Your weekly template can be organized any way you see fit but if chronological order of things are important, consider the following structure:
  • Priority checklist (using checkboxes instead of bullets)
  • Weekly summary
  • Notes by day organized by category, project work, or by day
A monthly summary template may vary from month to month but the general structure usually follows that which you use in your weekly template. I like to keep all my monthly summaries in one document separated by month which then captures all the details for each project. Consider this format:
  • Month
    • Project X
      • High level detail 1
    • Project Y
      • High level detail 1
When I started condensing down to monthly summaries, my manager would limit me to 2-3 bullet points per project.

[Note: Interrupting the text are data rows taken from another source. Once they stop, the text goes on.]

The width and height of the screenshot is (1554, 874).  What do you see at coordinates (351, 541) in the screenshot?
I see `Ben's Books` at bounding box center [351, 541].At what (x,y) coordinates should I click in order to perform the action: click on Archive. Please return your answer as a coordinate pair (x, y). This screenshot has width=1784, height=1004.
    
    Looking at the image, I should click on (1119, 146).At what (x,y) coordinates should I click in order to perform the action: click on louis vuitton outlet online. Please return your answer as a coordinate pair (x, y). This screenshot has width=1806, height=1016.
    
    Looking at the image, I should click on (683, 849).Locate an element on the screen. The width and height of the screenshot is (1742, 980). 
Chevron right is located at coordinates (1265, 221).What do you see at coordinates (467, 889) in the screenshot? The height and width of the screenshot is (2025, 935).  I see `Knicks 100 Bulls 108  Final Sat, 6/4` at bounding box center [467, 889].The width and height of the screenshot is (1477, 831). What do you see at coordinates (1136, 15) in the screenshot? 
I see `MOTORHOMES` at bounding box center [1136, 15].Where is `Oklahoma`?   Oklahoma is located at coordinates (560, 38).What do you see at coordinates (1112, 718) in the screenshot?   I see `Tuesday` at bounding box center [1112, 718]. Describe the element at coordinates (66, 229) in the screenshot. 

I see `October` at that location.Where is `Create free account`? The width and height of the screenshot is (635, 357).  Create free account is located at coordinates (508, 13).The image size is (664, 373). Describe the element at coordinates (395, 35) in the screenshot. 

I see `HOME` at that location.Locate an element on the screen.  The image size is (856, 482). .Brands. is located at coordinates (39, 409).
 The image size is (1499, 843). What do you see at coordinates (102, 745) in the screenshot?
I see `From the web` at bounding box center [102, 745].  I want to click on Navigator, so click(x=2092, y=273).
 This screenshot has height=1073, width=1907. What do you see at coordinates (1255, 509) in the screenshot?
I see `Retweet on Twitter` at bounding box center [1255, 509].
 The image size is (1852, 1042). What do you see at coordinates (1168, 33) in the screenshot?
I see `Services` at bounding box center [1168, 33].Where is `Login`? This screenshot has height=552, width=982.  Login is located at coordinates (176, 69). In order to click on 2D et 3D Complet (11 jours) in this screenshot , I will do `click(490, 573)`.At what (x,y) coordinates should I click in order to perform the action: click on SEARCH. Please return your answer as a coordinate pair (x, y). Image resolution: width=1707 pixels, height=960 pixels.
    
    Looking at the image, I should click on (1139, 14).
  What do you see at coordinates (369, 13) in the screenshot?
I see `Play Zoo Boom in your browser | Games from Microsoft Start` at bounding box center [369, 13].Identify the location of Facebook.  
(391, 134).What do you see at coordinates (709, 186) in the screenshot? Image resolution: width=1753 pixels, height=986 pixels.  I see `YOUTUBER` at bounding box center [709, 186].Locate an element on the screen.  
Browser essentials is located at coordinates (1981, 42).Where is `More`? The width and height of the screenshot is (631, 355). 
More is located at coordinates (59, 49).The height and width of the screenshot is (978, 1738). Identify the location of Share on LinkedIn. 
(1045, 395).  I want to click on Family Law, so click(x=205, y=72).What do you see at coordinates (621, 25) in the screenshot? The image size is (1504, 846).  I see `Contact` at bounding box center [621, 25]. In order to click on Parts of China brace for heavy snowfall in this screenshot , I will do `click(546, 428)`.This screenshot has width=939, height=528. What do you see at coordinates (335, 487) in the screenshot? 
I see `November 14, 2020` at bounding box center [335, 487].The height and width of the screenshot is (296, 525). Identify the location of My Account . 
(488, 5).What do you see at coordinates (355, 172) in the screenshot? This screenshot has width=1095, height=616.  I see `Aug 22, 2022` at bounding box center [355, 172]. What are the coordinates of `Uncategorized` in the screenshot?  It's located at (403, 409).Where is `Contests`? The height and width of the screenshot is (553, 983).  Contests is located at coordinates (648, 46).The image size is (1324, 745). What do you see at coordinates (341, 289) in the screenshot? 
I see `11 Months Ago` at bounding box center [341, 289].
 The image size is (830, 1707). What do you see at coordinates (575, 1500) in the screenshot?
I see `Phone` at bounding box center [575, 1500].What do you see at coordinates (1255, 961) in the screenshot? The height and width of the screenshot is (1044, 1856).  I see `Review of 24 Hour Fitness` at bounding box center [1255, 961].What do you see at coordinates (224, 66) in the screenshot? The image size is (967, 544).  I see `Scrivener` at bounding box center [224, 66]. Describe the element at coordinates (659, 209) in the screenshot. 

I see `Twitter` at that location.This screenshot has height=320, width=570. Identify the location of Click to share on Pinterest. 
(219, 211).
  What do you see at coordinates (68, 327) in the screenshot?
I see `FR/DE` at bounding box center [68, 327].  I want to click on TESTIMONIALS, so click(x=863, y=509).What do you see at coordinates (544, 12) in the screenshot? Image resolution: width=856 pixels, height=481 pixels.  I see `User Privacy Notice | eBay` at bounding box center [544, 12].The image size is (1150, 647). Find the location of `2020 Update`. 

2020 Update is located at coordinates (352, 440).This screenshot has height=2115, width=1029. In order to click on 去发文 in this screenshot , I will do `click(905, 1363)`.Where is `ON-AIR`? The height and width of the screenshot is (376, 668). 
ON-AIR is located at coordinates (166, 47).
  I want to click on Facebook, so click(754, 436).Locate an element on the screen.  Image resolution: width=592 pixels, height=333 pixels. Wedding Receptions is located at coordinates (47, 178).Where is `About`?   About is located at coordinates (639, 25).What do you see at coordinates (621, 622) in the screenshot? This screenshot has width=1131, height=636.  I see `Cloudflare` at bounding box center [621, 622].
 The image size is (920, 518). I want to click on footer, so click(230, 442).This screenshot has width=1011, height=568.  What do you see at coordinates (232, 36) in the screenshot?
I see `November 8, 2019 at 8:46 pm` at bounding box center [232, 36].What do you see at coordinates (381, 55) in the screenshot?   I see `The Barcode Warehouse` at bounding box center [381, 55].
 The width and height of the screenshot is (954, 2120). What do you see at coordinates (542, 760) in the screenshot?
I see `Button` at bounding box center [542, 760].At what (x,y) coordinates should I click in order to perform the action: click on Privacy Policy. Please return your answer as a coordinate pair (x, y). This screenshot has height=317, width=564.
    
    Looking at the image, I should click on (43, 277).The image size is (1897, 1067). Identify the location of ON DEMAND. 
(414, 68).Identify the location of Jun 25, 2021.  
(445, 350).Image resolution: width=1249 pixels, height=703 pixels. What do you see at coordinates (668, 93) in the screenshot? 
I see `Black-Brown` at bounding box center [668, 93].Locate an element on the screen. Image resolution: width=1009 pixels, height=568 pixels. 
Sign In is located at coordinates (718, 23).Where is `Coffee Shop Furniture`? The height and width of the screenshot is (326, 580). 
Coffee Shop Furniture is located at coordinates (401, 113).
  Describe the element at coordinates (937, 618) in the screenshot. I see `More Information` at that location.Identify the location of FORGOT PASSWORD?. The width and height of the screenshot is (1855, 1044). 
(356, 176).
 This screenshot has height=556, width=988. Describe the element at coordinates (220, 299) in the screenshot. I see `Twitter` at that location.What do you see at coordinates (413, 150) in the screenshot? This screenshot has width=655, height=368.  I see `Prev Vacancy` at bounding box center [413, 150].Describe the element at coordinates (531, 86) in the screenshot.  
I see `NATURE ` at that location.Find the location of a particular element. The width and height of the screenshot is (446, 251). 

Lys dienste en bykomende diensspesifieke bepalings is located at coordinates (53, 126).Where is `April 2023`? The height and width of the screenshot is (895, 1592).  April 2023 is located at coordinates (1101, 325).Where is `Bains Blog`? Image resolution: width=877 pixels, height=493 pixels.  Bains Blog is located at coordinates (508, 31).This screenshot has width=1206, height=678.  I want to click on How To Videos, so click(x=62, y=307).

Since then, I found that the level of detail may work or may not work depending on the scope and importance of the project. I still try to condense down to the good bits but I put a personal limit of 5 bullet points. Anything beyond that is probably too much detail for your consuming audience. The main point here is to condense as much as you can without sacrificing the important details.

Time Commitment

After presenting this concept of work journaling, the first question I usually get is "how much time do you spend writing all these journals?" I have a personal idea of how much time it takes me but for the first time user of this method, it will vary widely. When I first started journaling, I would spend about 15 minutes a week writing a minimalist journal. Once I moved up to a moderate detail level journal, my time spent doubled. As my habit grew stronger and stronger, time spent stayed around the 30 minute mark and my level of detail went up. I could pull out metrics, who, what, where my files were, ticket links, and when I worked on something in a quick search. At the end of each week, I would schedule myself 30 minutes to wrap up my journal, summarize, and review what I had planned for the next week.
Writing a monthly summary varies too. Depending on project activity levels, writing a monthly summary could take one to one and a half hours once a month. For long term summaries, again it would vary but for me writing a bi-annual summary, it would take me 2-3 hours once every six months. The better developed habit you have for organizing and keeping your journal would affect how quickly you can write your summaries.
In the end, having these summaries have been a great success for me as I have been able to pull out a project's status on a moment's notice, share with key stakeholders what was accomplished in any given time period, and also add lines to my resume on my key responsibilities.